Review The Conspirator | poetslandscape
MPAA (PG-13) CNS/USCCB () Roger Ebert (3 stars) Fr. Dennis (three stars)
IMDb Listing -
http://www.Imdb.Com/name/tt0968264/
CNS/USCCB Review -
Roger Ebert?S Review -
http://rogerebert.Suntimes.Com/apps/percentage.Dll/article?AID=/20110414/REVIEWS/110419988
The Conspirator (directed with the aid of the use of Robert Redford, screenplay by way of James Solomon, tale with the resource of James Solomon and Gregory Bernstein) is about the trial of Mary Surratt for her connection inside the assassination of President Abraham Lincoln on the night time of April 14, 1865. Mary Surratt (executed in the movie by way of manner of Robin Wright) had operated a Washington D.C. Boarding house frequented with the aid of some of the conspirators in the months previous to the assassination.

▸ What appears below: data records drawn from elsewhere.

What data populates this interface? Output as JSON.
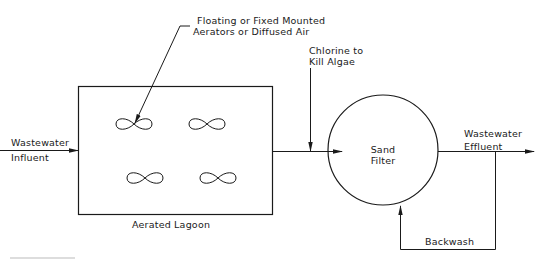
{
  "diagram": {
    "type": "process-flow",
    "colors": {
      "line": "#1a1a1a",
      "background": "#ffffff"
    },
    "nodes": {
      "lagoon": {
        "label": "Aerated Lagoon",
        "shape": "rectangle",
        "aerator_count": 4,
        "aerator_icon": "infinity-loop-icon"
      },
      "sand_filter": {
        "label_line1": "Sand",
        "label_line2": "Filter",
        "shape": "circle"
      }
    },
    "labels": {
      "aerators_line1": "Floating or Fixed Mounted",
      "aerators_line2": "Aerators or Diffused Air",
      "chlorine_line1": "Chlorine to",
      "chlorine_line2": "Kill Algae",
      "influent_line1": "Wastewater",
      "influent_line2": "Influent",
      "effluent_line1": "Wastewater",
      "effluent_line2": "Effluent",
      "backwash": "Backwash"
    },
    "flows": [
      {
        "from": "Wastewater Influent",
        "to": "Aerated Lagoon"
      },
      {
        "from": "Aerated Lagoon",
        "to": "Sand Filter"
      },
      {
        "from": "Chlorine to Kill Algae",
        "to": "Aerated Lagoon outlet line"
      },
      {
        "from": "Sand Filter",
        "to": "Wastewater Effluent"
      },
      {
        "from": "Wastewater Effluent line",
        "to": "Sand Filter",
        "label": "Backwash"
      }
    ]
  }
}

The case is of relevance nowadays because it changed into done under the auspices of a army tribunal in location of civilian court docket in a charged ecosystem in which the general public was without a doubt taken aback with the aid of the horror of the crime. The crime concerned now not certainly the assassination of President Lincoln however a conspiracy to additionally assassinate then Vice President Andrew Johnson and Secretary of State William H. Seward. That is, it was an attempt through using a band of Confederate sympathizers, led by means of Lincoln?S murderer John Wilkes Booth, to efficiently decapitate the U.S. Government clearly 5 days after the give up of General Robert E. Lee commander of the Confederate Army of Northern Virginia signaling the very last defeat of the South inside the American Civil War after the fall of the Confederate capital of Richmond Virginia on April 1. As such, there has been moreover a perceived want at the a part of the U.S. Government to demonstrate to any would-be Confederate sympathizers that the warfare become honestly coming to an end and _any_ in addition resistance even in the shape of sabotage or in nowadays?S language, terrorism, grow to be futile.
Yet, to make the factor, Mary Surratt, arguably harmless, become positioned to death after a questionable trial with the aid of a navy tribunal and a last minute serving of a writ of habeas corpus to force her retrial in a civil court become cancelled via President Andrew Johnson through the authority that have been granted the President at a few stage within the Lincoln Presidency by way of the use of the Habeas Corpus Act of 1863.
The movie is well written, well directed, staged and acted and is typically devoted to the historic document.
Initially, Maryland Senator Reverdy Johnson (played by Tom Wilkinson) was retained for Mary Surratt's defense. However due to various political machinations, he ended up having to recuse himself from the case and instead asked a younger lawyer and Union combat veteran Fredrick Aiken (played by James McAvoy) to take her case. Their primary opponent was U.S. Secretary of War Edwin Stanton (played by Kevin Kline) who most fervently argued that those arrested and held for the assassination of Lincoln and the attempted assassinations of Johnson and Seward be dealt with quickly and decisively "for the sake of the nation" and "the cause of [future] peace."
Many of the same issues and concerns are, of course, being raised today, with regards to the many Moslem extremists being held at Guantanamo Bay, Cuba (and at "undisclosed locations" elsewhere throughout the world) in connection with the 9/11 terrorist attack and other possible/probable conspiracies.
Added to the mix of issues in the movie was Mary Sarrott’s Catholicism (an unpopular and mistrusted religion in the United States at the time) as well as strong suggestion that several Catholic priests were successfully hiding the whereabouts of Mary Sarrott’s son John Sarrott, Jr, who was arguably far more involved in the conspiracy to kill President Lincoln and the others than his mother was. Asked in the movie by Aiken why the priests would be protecting Mary Sarrott’s son, Mary’s Confessor replied "and expose him to this [farce of a proceeding] as well?"
Movies like this stand or fall on basis of their faithfulness to the historical record of the Mary Surratt case. As noted above, it seems to me that in this regard, Redford’s movie does very well, and leaves viewers with much to think about.